Seeing the Person Behind the Screen – Psychosocial Interaction in Digitalized Work

Den Menschen hinter der Kachel sehen - Psychosoziale Interaktion in digitalisierten Arbeitsprozessen

In the course of digital transformation, work processes have increasingly shifted into the virtual space. Online meetings, video calls, and chats replace shared encounters in the workplace; entering and leaving a room happens with a mouse click, and the digital coffee break replaces waiting at the coffee machine. Collaboration has become work at a distance, where interpersonal communication unfolds under conditions structured by hardware and software.

What effects do digitalized forms of communication have on our collaboration? What role does the presence or absence of the human body play under the conditions of digital visibility?

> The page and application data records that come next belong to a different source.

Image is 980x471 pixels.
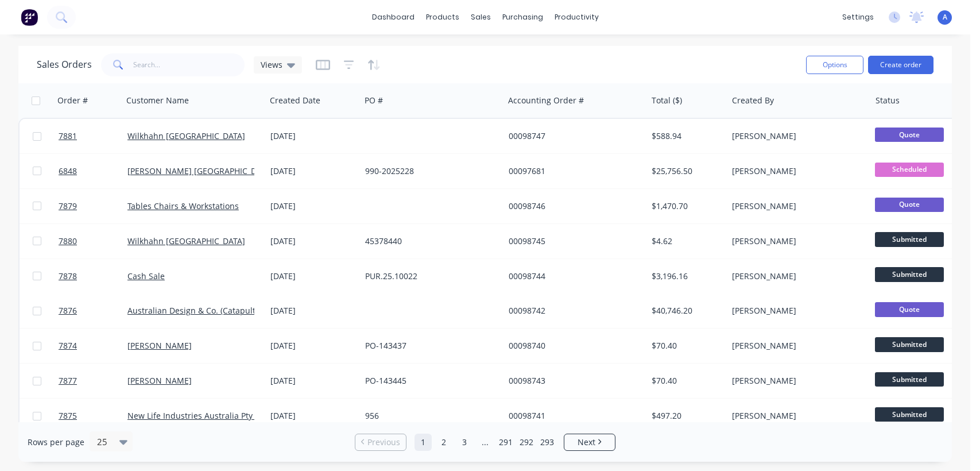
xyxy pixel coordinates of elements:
[875,127,944,142] span: Quote
[477,433,494,451] a: Jump forward
[508,235,636,247] div: 00098745
[875,232,944,246] span: Submitted
[261,59,283,71] span: Views
[456,433,473,451] a: Page 3
[59,189,127,223] a: 7879
[28,437,85,448] span: Rows per page
[270,375,356,386] div: [DATE]
[652,340,718,351] div: $70.40
[59,154,127,188] a: 6848
[942,12,947,22] span: A
[270,270,356,282] div: [DATE]
[127,410,267,421] a: New Life Industries Australia Pty Ltd
[508,340,636,351] div: 00098740
[367,437,400,448] span: Previous
[652,130,718,142] div: $588.94
[508,165,636,177] div: 00097681
[875,372,944,386] span: Submitted
[59,130,77,142] span: 7881
[652,200,718,212] div: $1,470.70
[365,235,493,247] div: 45378440
[59,305,77,316] span: 7876
[508,270,636,282] div: 00098744
[59,224,127,258] a: 7880
[508,200,636,212] div: 00098746
[652,305,718,316] div: $40,746.20
[508,94,584,106] div: Accounting Order #
[270,200,356,212] div: [DATE]
[127,270,165,281] a: Cash Sale
[652,270,718,282] div: $3,196.16
[127,340,192,351] a: [PERSON_NAME]
[59,119,127,153] a: 7881
[732,130,859,142] div: [PERSON_NAME]
[868,55,934,74] button: Create order
[127,305,258,316] a: Australian Design & Co. (Catapult)
[565,437,615,448] a: Next page
[875,163,944,177] span: Scheduled
[59,200,77,212] span: 7879
[270,340,356,351] div: [DATE]
[415,433,432,451] a: Page 1 is your current page
[732,94,774,106] div: Created By
[508,375,636,386] div: 00098743
[59,363,127,398] a: 7877
[355,437,406,448] a: Previous page
[350,433,620,451] ul: Pagination
[59,375,77,386] span: 7877
[732,410,859,421] div: [PERSON_NAME]
[508,305,636,316] div: 00098742
[652,94,682,106] div: Total ($)
[732,340,859,351] div: [PERSON_NAME]
[876,94,899,106] div: Status
[59,328,127,363] a: 7874
[270,410,356,421] div: [DATE]
[652,375,718,386] div: $70.40
[59,410,77,421] span: 7875
[365,375,493,386] div: PO-143445
[497,9,549,26] div: purchasing
[127,235,245,246] a: Wilkhahn [GEOGRAPHIC_DATA]
[652,235,718,247] div: $4.62
[875,337,944,351] span: Submitted
[508,130,636,142] div: 00098747
[37,59,92,70] h1: Sales Orders
[365,410,493,421] div: 956
[270,130,356,142] div: [DATE]
[59,235,77,247] span: 7880
[875,302,944,316] span: Quote
[59,293,127,328] a: 7876
[270,305,356,316] div: [DATE]
[133,54,245,77] input: Search...
[365,270,493,282] div: PUR.25.10022
[732,165,859,177] div: [PERSON_NAME]
[732,305,859,316] div: [PERSON_NAME]
[806,55,863,74] button: Options
[497,433,514,451] a: Page 291
[270,235,356,247] div: [DATE]
[732,235,859,247] div: [PERSON_NAME]
[59,340,77,351] span: 7874
[59,270,77,282] span: 7878
[732,375,859,386] div: [PERSON_NAME]
[518,433,535,451] a: Page 292
[365,340,493,351] div: PO-143437
[837,9,880,26] div: settings
[875,267,944,281] span: Submitted
[875,198,944,212] span: Quote
[420,9,465,26] div: products
[59,165,77,177] span: 6848
[508,410,636,421] div: 00098741
[365,94,383,106] div: PO #
[127,200,239,211] a: Tables Chairs & Workstations
[20,9,38,26] img: Factory
[365,165,493,177] div: 990-2025228
[126,94,189,106] div: Customer Name
[465,9,497,26] div: sales
[270,165,356,177] div: [DATE]
[59,259,127,293] a: 7878
[538,433,556,451] a: Page 293
[127,130,245,141] a: Wilkhahn [GEOGRAPHIC_DATA]
[652,165,718,177] div: $25,756.50
[127,375,192,386] a: [PERSON_NAME]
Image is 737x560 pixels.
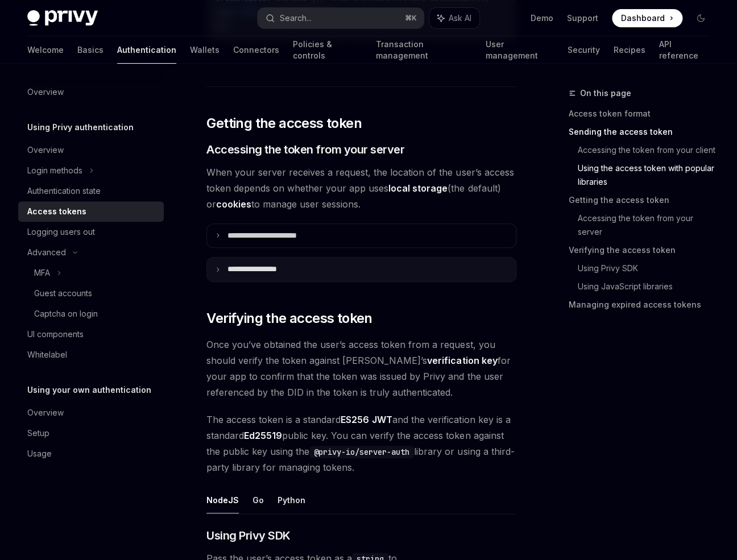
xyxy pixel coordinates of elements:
[27,164,82,178] div: Login methods
[18,283,164,303] a: Guest accounts
[448,12,471,24] span: Ask AI
[27,245,66,259] div: Advanced
[568,104,718,123] a: Access token format
[404,14,417,23] span: ⌘ K
[206,164,516,212] span: When your server receives a request, the location of the user’s access token depends on whether y...
[567,37,600,64] a: Security
[206,487,239,514] button: NodeJS
[611,9,682,27] a: Dashboard
[18,324,164,345] a: UI components
[659,37,709,64] a: API reference
[18,345,164,365] a: Whitelabel
[27,11,98,26] img: dark logo
[27,447,51,461] div: Usage
[34,306,98,320] div: Captcha on login
[117,37,176,64] a: Authentication
[427,355,496,366] strong: verification key
[244,430,282,442] a: Ed25519
[577,277,718,296] a: Using JavaScript libraries
[568,191,718,209] a: Getting the access token
[568,123,718,141] a: Sending the access token
[577,141,718,159] a: Accessing the token from your client
[18,423,164,443] a: Setup
[206,412,516,475] span: The access token is a standard and the verification key is a standard public key. You can verify ...
[277,487,305,514] button: Python
[485,37,554,64] a: User management
[34,266,50,280] div: MFA
[376,37,472,64] a: Transaction management
[568,241,718,259] a: Verifying the access token
[18,140,164,161] a: Overview
[27,86,64,99] div: Overview
[388,183,448,194] strong: local storage
[27,121,134,134] h5: Using Privy authentication
[18,181,164,201] a: Authentication state
[691,9,709,27] button: Toggle dark mode
[190,37,219,64] a: Wallets
[341,414,368,426] a: ES256
[27,406,64,420] div: Overview
[567,12,598,24] a: Support
[568,296,718,314] a: Managing expired access tokens
[293,37,362,64] a: Policies & controls
[18,222,164,242] a: Logging users out
[27,383,151,397] h5: Using your own authentication
[77,37,104,64] a: Basics
[309,446,414,458] code: @privy-io/server-auth
[206,142,404,157] span: Accessing the token from your server
[206,309,372,328] span: Verifying the access token
[577,209,718,241] a: Accessing the token from your server
[206,114,361,132] span: Getting the access token
[18,201,164,222] a: Access tokens
[27,205,86,218] div: Access tokens
[233,37,279,64] a: Connectors
[27,37,64,64] a: Welcome
[27,328,83,341] div: UI components
[34,286,92,300] div: Guest accounts
[18,82,164,102] a: Overview
[620,12,664,24] span: Dashboard
[27,143,64,157] div: Overview
[577,259,718,277] a: Using Privy SDK
[580,86,631,100] span: On this page
[206,527,290,544] span: Using Privy SDK
[18,303,164,324] a: Captcha on login
[27,225,95,239] div: Logging users out
[258,8,423,29] button: Search...⌘K
[613,37,645,64] a: Recipes
[253,487,264,514] button: Go
[27,184,100,198] div: Authentication state
[27,426,50,440] div: Setup
[531,12,553,24] a: Demo
[429,8,479,29] button: Ask AI
[372,414,392,426] a: JWT
[279,11,311,25] div: Search...
[27,348,67,361] div: Whitelabel
[216,198,251,209] strong: cookies
[206,337,516,400] span: Once you’ve obtained the user’s access token from a request, you should verify the token against ...
[18,443,164,464] a: Usage
[18,403,164,423] a: Overview
[577,159,718,191] a: Using the access token with popular libraries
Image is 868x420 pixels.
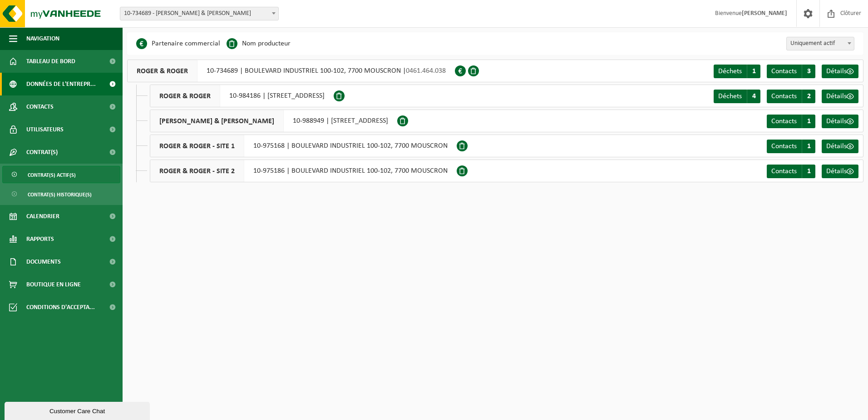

As a systemic coach and dance scholar, I am particularly interested in the significance of physical and spatiotemporal aspects for our interpersonal interactions. Questions of physical presence and choreographic organization directly touch upon the shaping of our relationships, which form the core of systemic coaching. At HIU, I have the opportunity to discuss these interests in dialogue with colleagues from Psychology and Sociology. The aim is not so much to highlight experiences of loss in digitalized communication, but rather to "see the person" within the changed conditions of collaboration.

A key concept here is psychosocial interaction, which encompasses not only verbal but also a broad spectrum of traditional nonverbal communication patterns and spatiotemporal behaviors. In digital video platforms, this spectrum is visually limited to the perception of facial expressions and hand gestures within the tile-shaped frame. Whole-body actions and spatial dimensions – such as a person's gait, posture, the ability to turn toward or away, change perspectives, and regulate distance – literally fall outside the frame.

To handle digitalized work processes in a solution- and resource-oriented way, we need heightened awareness of their preconditions and effects. As studies in systemic organizational and work psychology show, the key is to create a trusting foundation through regular physically present encounters, enabling us to act in a "relationship-capable" way even in digitalized work processes. Recurring shared presence at the place where people meet and collaboration happens forms an essential prerequisite for overcoming "virtual distances" and connecting with each other "behind the screen."